And then the journalist, pleased to have a fresh listener, launched upon his pet idea.

"The Kaiser is preparing an abysmal pitfall for the world and it won't take heed. I tell you, Kirtley—and I want you to mark my words—Deutschland is going to spring at Europe like a tiger. The army and navy are ready for the onslaught. When they spring, it will be farewell to civilization—except the German—unless something like a miracle supervenes. The French army is being moth-eaten by the Socialists, the British navy has dry rot. I look to see Wilhelm practically the ruler of the earth. If not, he will cause it to pay a cost that will make the next fifty years groggy."

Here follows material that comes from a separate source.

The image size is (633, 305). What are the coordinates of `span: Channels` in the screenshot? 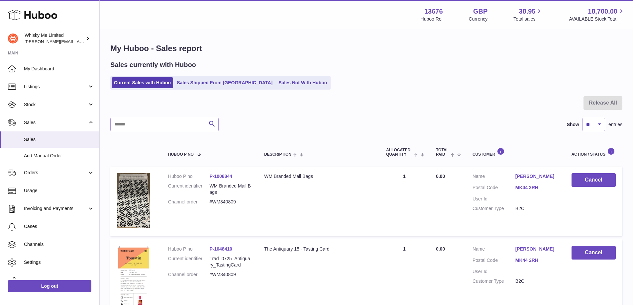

Kirtley thought this was jesting. He later learned that the "old man" was regarded as "cracked" on this topic. Every spring he prophesied war, but it had not come. The Kaiser failed to rush to Paris and there dictate terms to an astounded and cowed universe. People politely laughed in their sleeves. Yes, Anderson was a fine fellow, but they wearied of his dismal forebodings that came to naught. Some said it was because German had been hard for him to learn. He had taken it up when more than fifty and had become tangled in its snarling roots—its beer-drunken syntax. "He had got mad at the language." It was natural that he should get mad at the people.

Gard saw a light.

"Perhaps," he said, "that's what the Buchers really mean about the German army conquering everybody whenever it wants to."

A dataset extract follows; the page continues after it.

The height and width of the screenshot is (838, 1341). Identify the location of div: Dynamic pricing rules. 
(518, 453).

"That's it, that's it!" Anderson was gratified by the confirmation. He went on with grave seriousness.

"I'm a journalist. I have opportunities to see behind the curtain, haven't I? I have been at the army maneuvers, at the officers' messes and dinners, when they were sober and when they were drunk. Beer loosened their tongues and they did not care. They talk of it, boast of it, and the civilian, too. I'm telling no secrets. They are very frank about it. Don't you hear the Buchers openly discussing it? They all give us warning and we say it's a fine day. Did you ever read any of the Kaiser's speeches in German? There you find it all. But he's crazy, they say. Crazy or not, he has the most thoroughly organized and powerful nation behind him that the globe ever saw. And behind him to a man."

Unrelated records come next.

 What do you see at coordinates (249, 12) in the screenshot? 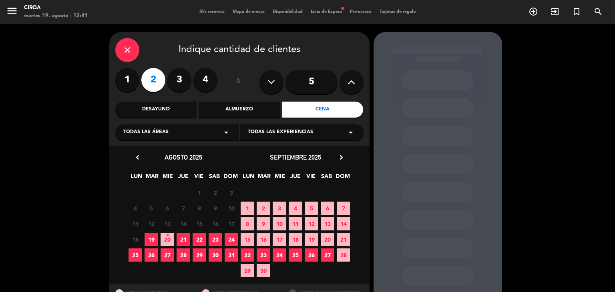
I see `span: Mapa de mesas` at bounding box center [249, 12].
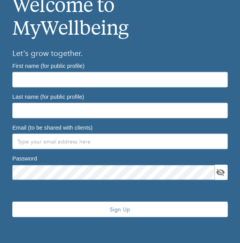 The image size is (240, 243). Describe the element at coordinates (120, 141) in the screenshot. I see `input: Type your email address here` at that location.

"Why don't you write it up, then—tell people over home?" Gard ventured, somewhat impressed.

"Write it up? Tell people? That's what I have been doing for five years. But what's the use of shouting to a world of fools? No one will pay any attention to it. My paper sends my stuff back and says it don't want war talk—it wants peace talk. Americans are happy and they don't want to be disturbed. They only want to hear about what they want to believe. So it seems to be everywhere."

"I guess you are right about that," Gard testified. "I have been a pretty fair reader of our papers and periodicals and have never been made to feel there was any need for alarm."